Summer’s Child

In many ways I had an untethered childhood. For the summer months I was a woodland princess, a pirate stranded on a desert island, a pioneer, and a fairy. All of the trees on our two acres of land had names; the pile of glacier-deposited ledge alongside our dirt driveway was Magical Hill.

I ran through the grass, feeling the soft earth under my bare feet. My wild blonde hair, bleached from days in the sun, danced across my shoulders and down my back. My arms and legs were golden brown, a stark contrast to my pale winter skin. I leapt onto our wooden deck, which creaked under my steps, and swung open the screen door. It slammed behind me as it always did. My mom pretended to hate it, but it was the sound of her childhood, too. The hydraulic door closer we got when the door was refinished gathers dust in its packaging, never to be opened. My dad, sitting at the kitchen table looked up from the paper and said quietly “Summer’s child”. I absently smiled and skirted past him.

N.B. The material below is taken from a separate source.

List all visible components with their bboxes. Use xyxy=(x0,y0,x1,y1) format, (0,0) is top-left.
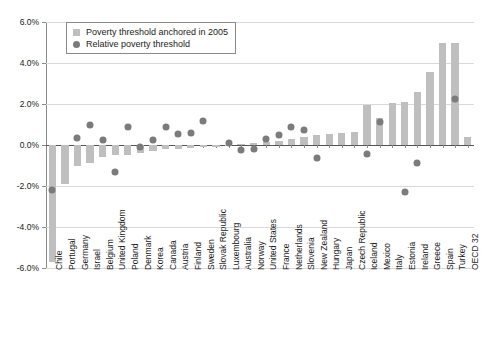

I have spent 37 summers in this home. Now I return with my two young children, and watch them run wild and barefoot through the grass, picking up sticks and leaves, scraping their knees, and trying to catch fireflies. My dad still sits at the kitchen table, now hunched over and small. I ache as the image of an empty chair shadows my mind.

The screen door slams after my sons, racing wagons and cars back and forth. They stub sandy toes on the warped wooden deck and fall asleep on beach towels as the sun fades from the sky.

When I am here, being an adult seems distant and my young untroubled self ripples forward. I catch my own eye in the mirror, wild blonde hair streaking down my bronzed back. “Summer’s child”, I whisper, and for a moment I remember her; wide-eyed and careless, wasting her days waiting for summer.